The result is an exploration of the diverse population of the United States and the various numeric systems used by different cultures. Glesta found particular inspiration in Native American counting systems for two reasons.
“First, they’re America’s indigenous people, and they’ve historically been underrepresented,” she said. “Second, they use a digital—meaning hand-based—counting system, and they express counting in sentences that I found incredibly poetic.”
In addition to representing cultural diversity, another goal of Glesta’s was to create a space for the 10,000 Census employees working at the Suitland headquarters. She increased outdoor seating to accommodate about 100 more people, and she created a path that winds throughout the installation. “I wanted to provide a nice walking space,” she said, “because a lot of the employees like to take walks on their lunch breaks.”

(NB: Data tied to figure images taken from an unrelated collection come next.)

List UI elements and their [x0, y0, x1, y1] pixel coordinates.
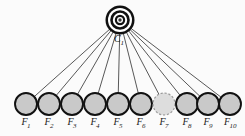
- leaf-node-f5[interactable]: [107, 93, 129, 115]
- leaf-node-f9[interactable]: [197, 93, 219, 115]
- leaf-label-f4-subscript: 4: [96, 122, 100, 130]
- leaf-circle-f8: [176, 93, 198, 115]
- leaf-node-f4[interactable]: [84, 93, 106, 115]
- edge-group: [34, 28, 222, 98]
- leaf-circle-f3: [61, 93, 83, 115]
- cluster-diagram: C1F1F2F3F4F5F6F7F8F9F10: [0, 0, 245, 136]
- leaf-label-f2-subscript: 2: [50, 122, 54, 130]
- leaf-node-f2[interactable]: [38, 93, 60, 115]
- cluster-ring-7: [118, 18, 121, 21]
- leaf-label-f9-subscript: 9: [209, 122, 213, 130]
- leaf-circle-f2: [38, 93, 60, 115]
- leaf-node-f1[interactable]: [15, 93, 37, 115]
- leaf-circle-f9: [197, 93, 219, 115]
- leaf-node-f6[interactable]: [130, 93, 152, 115]
- edge-c1-to-f2: [56, 30, 112, 96]
- leaf-circle-f6: [130, 93, 152, 115]
- leaf-label-f1-subscript: 1: [27, 122, 31, 130]
- leaf-circle-f5: [107, 93, 129, 115]
- leaf-circle-f4: [84, 93, 106, 115]
- leaf-node-f10[interactable]: [219, 93, 241, 115]
- leaf-label-f10-subscript: 10: [230, 122, 238, 130]
- edge-c1-to-f10: [130, 28, 221, 98]
- cluster-node-c1[interactable]: [106, 6, 135, 35]
- leaf-circle-f7: [153, 93, 175, 115]
- leaf-label-f7-subscript: 7: [165, 122, 169, 130]
- edge-c1-to-f9: [129, 29, 200, 97]
- leaf-circle-f1: [15, 93, 37, 115]
- cluster-label-c1-subscript: 1: [121, 39, 125, 47]
- leaf-circle-f10: [219, 93, 241, 115]
- leaf-label-f5-subscript: 5: [119, 122, 123, 130]
- leaf-label-f6-subscript: 6: [142, 122, 146, 130]
- leaf-node-f8[interactable]: [176, 93, 198, 115]
- edge-c1-to-f3: [77, 31, 113, 95]
- leaf-label-f3-subscript: 3: [72, 122, 77, 130]
- leaf-node-f3[interactable]: [61, 93, 83, 115]
- figure-container: C1F1F2F3F4F5F6F7F8F9F10: [0, 0, 245, 136]
- leaf-label-f8-subscript: 8: [188, 122, 192, 130]
- edge-c1-to-f1: [34, 29, 110, 97]
- leaf-node-f7[interactable]: [153, 93, 175, 115]
- edge-c1-to-f6: [123, 33, 138, 94]
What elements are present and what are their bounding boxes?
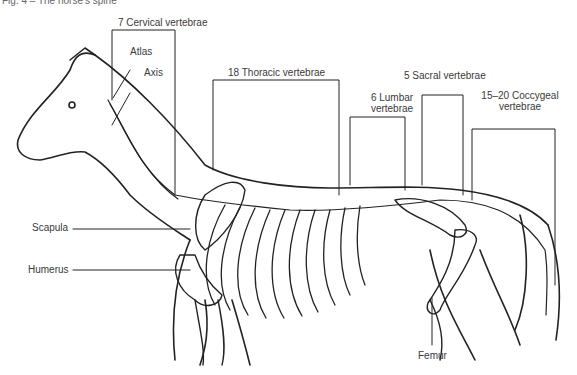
label-humerus: Humerus: [28, 264, 69, 275]
ribs: [206, 205, 365, 318]
label-femur: Femur: [418, 350, 447, 361]
label-lumbar-line1: 6 Lumbar: [357, 92, 427, 103]
label-atlas: Atlas: [130, 46, 152, 57]
label-coccygeal-line2: vertebrae: [475, 101, 565, 112]
label-cervical-vertebrae: 7 Cervical vertebrae: [118, 17, 207, 28]
label-axis: Axis: [144, 67, 163, 78]
spine: [108, 100, 547, 315]
label-sacral-vertebrae: 5 Sacral vertebrae: [404, 70, 486, 81]
label-lumbar-vertebrae: 6 Lumbar vertebrae: [357, 92, 427, 114]
label-coccygeal-vertebrae: 15–20 Coccygeal vertebrae: [475, 90, 565, 112]
label-scapula: Scapula: [32, 222, 68, 233]
foreleg-bones: [176, 255, 224, 365]
label-coccygeal-line1: 15–20 Coccygeal: [475, 90, 565, 101]
hindleg-bones: [395, 199, 476, 360]
horse-skeleton-illustration: [0, 0, 577, 375]
scapula: [196, 182, 245, 250]
label-thoracic-vertebrae: 18 Thoracic vertebrae: [228, 67, 325, 78]
label-lumbar-line2: vertebrae: [357, 103, 427, 114]
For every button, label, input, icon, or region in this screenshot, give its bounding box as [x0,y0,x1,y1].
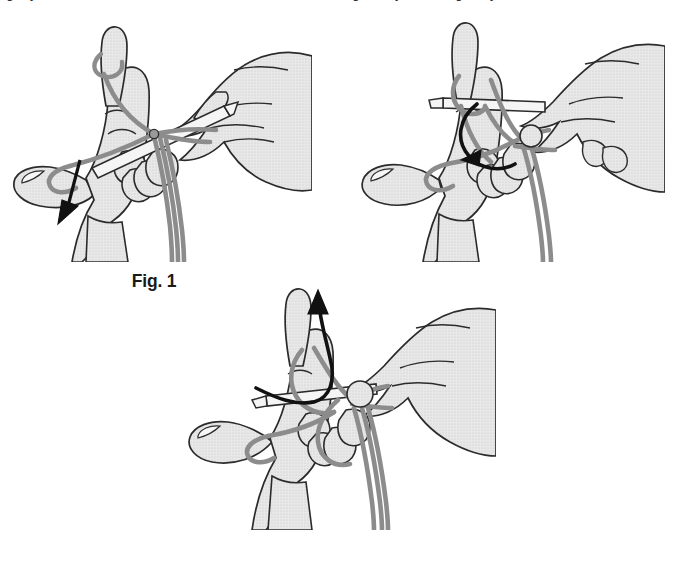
figure-3-illustration [178,282,496,530]
figure-1: Fig. 1 [2,10,312,262]
right-hand [521,45,665,193]
figure-2-illustration [355,10,665,262]
left-hand [189,289,370,530]
truncated-text-above: g y g y g y [0,0,678,9]
figure-3: Fig. 3 [178,282,496,530]
thumb-tip-over-yarn [347,381,373,407]
figure-page: g y g y g y [0,0,678,567]
thumb-tip-over-yarn [520,125,542,147]
figure-2: Fig. 2 [355,10,665,262]
yarn-crossing-point [149,129,158,138]
figure-1-illustration [2,10,312,262]
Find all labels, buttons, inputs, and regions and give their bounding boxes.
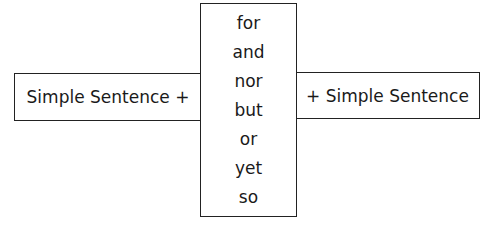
conjunction-so: so xyxy=(239,183,258,212)
conjunction-and: and xyxy=(233,38,265,67)
coordinating-conjunctions-box: for and nor but or yet so xyxy=(200,3,297,217)
right-simple-sentence-label: + Simple Sentence xyxy=(306,86,469,106)
conjunction-for: for xyxy=(237,9,260,38)
right-simple-sentence-box: + Simple Sentence xyxy=(295,72,480,119)
conjunction-but: but xyxy=(234,96,262,125)
left-simple-sentence-box: Simple Sentence + xyxy=(14,73,202,121)
left-simple-sentence-label: Simple Sentence + xyxy=(27,87,190,107)
conjunction-nor: nor xyxy=(234,67,262,96)
conjunction-yet: yet xyxy=(235,154,262,183)
conjunction-or: or xyxy=(240,125,257,154)
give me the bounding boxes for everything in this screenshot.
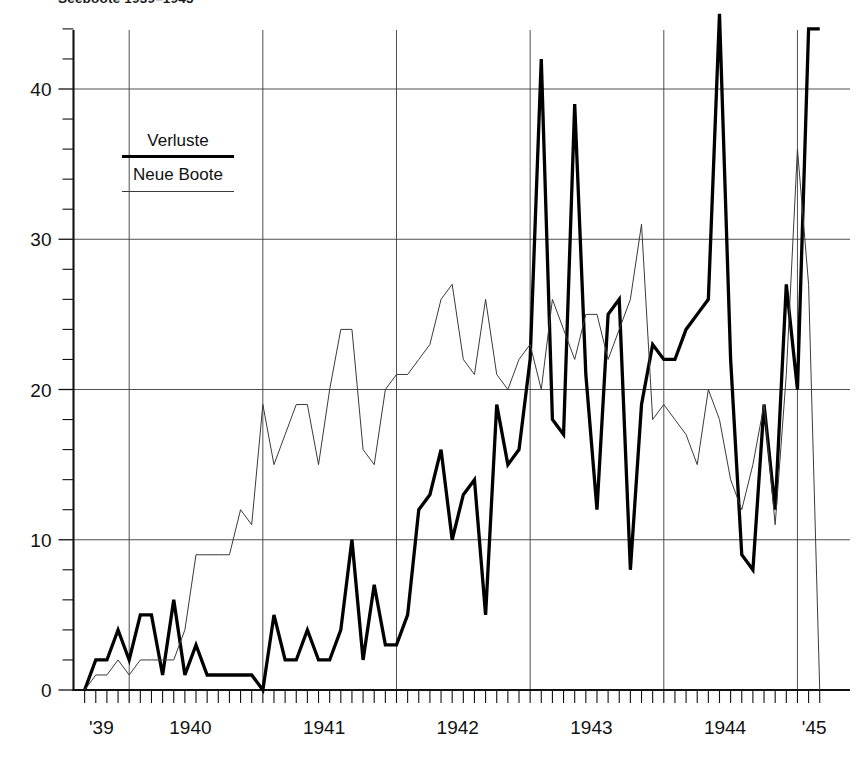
x-axis-label-1939: '39 [89,717,114,738]
legend-label-verluste: Verluste [118,128,238,153]
chart-legend: Verluste Neue Boote [118,128,238,192]
y-axis-label-0: 0 [41,680,52,701]
x-axis-label-1941: 1941 [303,717,345,738]
series-line-verluste [85,14,820,690]
x-axis-label-1945: '45 [802,717,827,738]
x-axis-label-1944: 1944 [704,717,747,738]
y-axis-labels: 010203040 [30,79,51,701]
x-axis-label-1942: 1942 [437,717,479,738]
x-axis-labels: '3919401941194219431944'45 [89,717,827,738]
x-axis-label-1943: 1943 [570,717,612,738]
y-axis-label-10: 10 [30,530,51,551]
x-tick-group [85,690,820,703]
x-axis-label-1940: 1940 [169,717,211,738]
legend-label-neue-boote: Neue Boote [118,162,238,187]
chart-plot-area: 010203040 '3919401941194219431944'45 [0,0,858,764]
chart-page: Seeboote 1939–1945 010203040 '3919401941… [0,0,858,764]
y-axis-label-20: 20 [30,380,51,401]
y-axis-label-40: 40 [30,79,51,100]
series-group [85,14,820,690]
y-axis-label-30: 30 [30,229,51,250]
y-tick-group [59,29,74,690]
legend-swatch-verluste-thick-line [122,155,234,158]
legend-swatch-neue-boote-thin-line [122,191,234,192]
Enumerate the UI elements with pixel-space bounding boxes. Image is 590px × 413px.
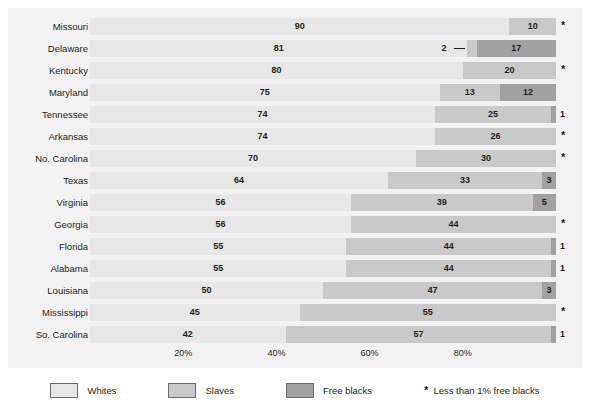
plot-panel: Missouri9010*Delaware81217Kentucky8020*M… — [8, 8, 582, 368]
less-than-one-percent-marker: * — [561, 128, 565, 145]
segment-whites-value: 45 — [90, 304, 300, 321]
less-than-one-percent-marker: * — [561, 150, 565, 167]
bar-track: 4257 — [90, 326, 556, 343]
segment-whites-value: 42 — [90, 326, 286, 343]
segment-slaves-value: 13 — [440, 84, 501, 101]
bar-track: 7426 — [90, 128, 556, 145]
segment-slaves-value: 44 — [346, 260, 551, 277]
bar-track: 5644 — [90, 216, 556, 233]
bar-row: Delaware81217 — [8, 40, 582, 57]
segment-whites-value: 80 — [90, 62, 463, 79]
bar-row-label: No. Carolina — [8, 150, 88, 167]
bar-row-label: Mississippi — [8, 304, 88, 321]
segment-whites-value: 90 — [90, 18, 509, 35]
bar-row: Georgia5644* — [8, 216, 582, 233]
bar-row-label: So. Carolina — [8, 326, 88, 343]
bar-row: Tennessee74251 — [8, 106, 582, 123]
bar-track: 9010 — [90, 18, 556, 35]
x-axis-tick-label: 20% — [174, 348, 192, 358]
bar-rows-container: Missouri9010*Delaware81217Kentucky8020*M… — [8, 18, 582, 348]
x-axis-tick-label: 80% — [454, 348, 472, 358]
less-than-one-percent-marker: * — [561, 18, 565, 35]
segment-whites-value: 56 — [90, 216, 351, 233]
bar-row: Louisiana50473 — [8, 282, 582, 299]
x-axis: 20%40%60%80% — [90, 348, 556, 362]
bar-row: No. Carolina7030* — [8, 150, 582, 167]
segment-slaves-value: 39 — [351, 194, 533, 211]
segment-whites-value: 81 — [90, 40, 467, 57]
bar-row: Alabama55441 — [8, 260, 582, 277]
segment-slaves-value: 20 — [463, 62, 556, 79]
segment-whites-value: 74 — [90, 106, 435, 123]
segment-free-blacks-outside-value: 1 — [560, 238, 565, 255]
bar-row: Arkansas7426* — [8, 128, 582, 145]
segment-whites-value: 55 — [90, 238, 346, 255]
bar-row: Texas64333 — [8, 172, 582, 189]
bar-track: 7425 — [90, 106, 556, 123]
bar-row: Missouri9010* — [8, 18, 582, 35]
segment-free-blacks — [551, 326, 556, 343]
legend-item-label: Free blacks — [323, 385, 372, 396]
bar-row-label: Missouri — [8, 18, 88, 35]
bar-row-label: Georgia — [8, 216, 88, 233]
bar-row-label: Florida — [8, 238, 88, 255]
segment-slaves-value: 57 — [286, 326, 552, 343]
bar-track: 5544 — [90, 260, 556, 277]
segment-free-blacks-value: 3 — [542, 282, 556, 299]
legend-item: Free blacks — [286, 383, 372, 398]
asterisk-icon: * — [424, 386, 428, 395]
bar-track: 56395 — [90, 194, 556, 211]
segment-slaves-value: 55 — [300, 304, 556, 321]
bar-row: Virginia56395 — [8, 194, 582, 211]
segment-slaves-callout-value: 2 — [441, 40, 446, 57]
bar-track: 7030 — [90, 150, 556, 167]
bar-row-label: Tennessee — [8, 106, 88, 123]
segment-slaves-value: 44 — [346, 238, 551, 255]
bar-row: Florida55441 — [8, 238, 582, 255]
bar-row-label: Louisiana — [8, 282, 88, 299]
legend-item-label: Slaves — [205, 385, 234, 396]
bar-row-label: Kentucky — [8, 62, 88, 79]
segment-free-blacks-outside-value: 1 — [560, 106, 565, 123]
x-axis-tick-label: 60% — [361, 348, 379, 358]
segment-slaves — [467, 40, 476, 57]
bar-row-label: Texas — [8, 172, 88, 189]
bar-track: 8020 — [90, 62, 556, 79]
segment-whites-value: 70 — [90, 150, 416, 167]
segment-slaves-value: 26 — [435, 128, 556, 145]
legend-swatch-icon — [50, 383, 78, 398]
legend-footnote-label: Less than 1% free blacks — [433, 385, 539, 396]
bar-track: 5544 — [90, 238, 556, 255]
segment-whites-value: 74 — [90, 128, 435, 145]
bar-track: 4555 — [90, 304, 556, 321]
callout-leader-line — [454, 48, 465, 49]
bar-track: 50473 — [90, 282, 556, 299]
segment-slaves-value: 10 — [509, 18, 556, 35]
segment-whites-value: 56 — [90, 194, 351, 211]
segment-whites-value: 64 — [90, 172, 388, 189]
bar-row-label: Delaware — [8, 40, 88, 57]
less-than-one-percent-marker: * — [561, 216, 565, 233]
bar-row: Mississippi4555* — [8, 304, 582, 321]
less-than-one-percent-marker: * — [561, 62, 565, 79]
segment-slaves-value: 25 — [435, 106, 552, 123]
less-than-one-percent-marker: * — [561, 304, 565, 321]
segment-whites-value: 75 — [90, 84, 440, 101]
segment-slaves-value: 30 — [416, 150, 556, 167]
segment-free-blacks — [551, 260, 556, 277]
legend-item: Slaves — [168, 383, 234, 398]
segment-slaves-value: 33 — [388, 172, 542, 189]
segment-slaves-value: 47 — [323, 282, 542, 299]
legend-swatch-icon — [168, 383, 196, 398]
bar-row-label: Maryland — [8, 84, 88, 101]
legend-item-label: Whites — [87, 385, 116, 396]
legend-swatch-icon — [286, 383, 314, 398]
segment-free-blacks — [551, 238, 556, 255]
legend-footnote: *Less than 1% free blacks — [424, 385, 539, 396]
segment-whites-value: 50 — [90, 282, 323, 299]
segment-slaves-value: 44 — [351, 216, 556, 233]
chart-legend: WhitesSlavesFree blacks*Less than 1% fre… — [8, 378, 582, 402]
x-axis-tick-label: 40% — [267, 348, 285, 358]
segment-free-blacks-value: 17 — [477, 40, 556, 57]
segment-free-blacks — [551, 106, 556, 123]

Glesta had “complete and total freedom” in creating the project, including her decision to use all the space that she did. “It’s pretty vast,” she acknowledged. “It wasn’t commissioners’ intention for a project to fill all seven acres. They were probably just expecting a single piece of art.”
Glesta performed extensive research for the project, and noted that though immigration issues have recently been the subject of intense debate, they’ve always been a hot topic in American history. “I am actually not sure that this is different from any other time in history in the United States,” she said.
What is different this year, according to Glesta, is the effort to raise public awareness of the Census. “There’s a real reaching out to the American people with this Census,” she said. “It’s a tool for our own empowerment, so the government can have a sense of our needs and what services to provide. We shouldn’t be fearful of being counted.”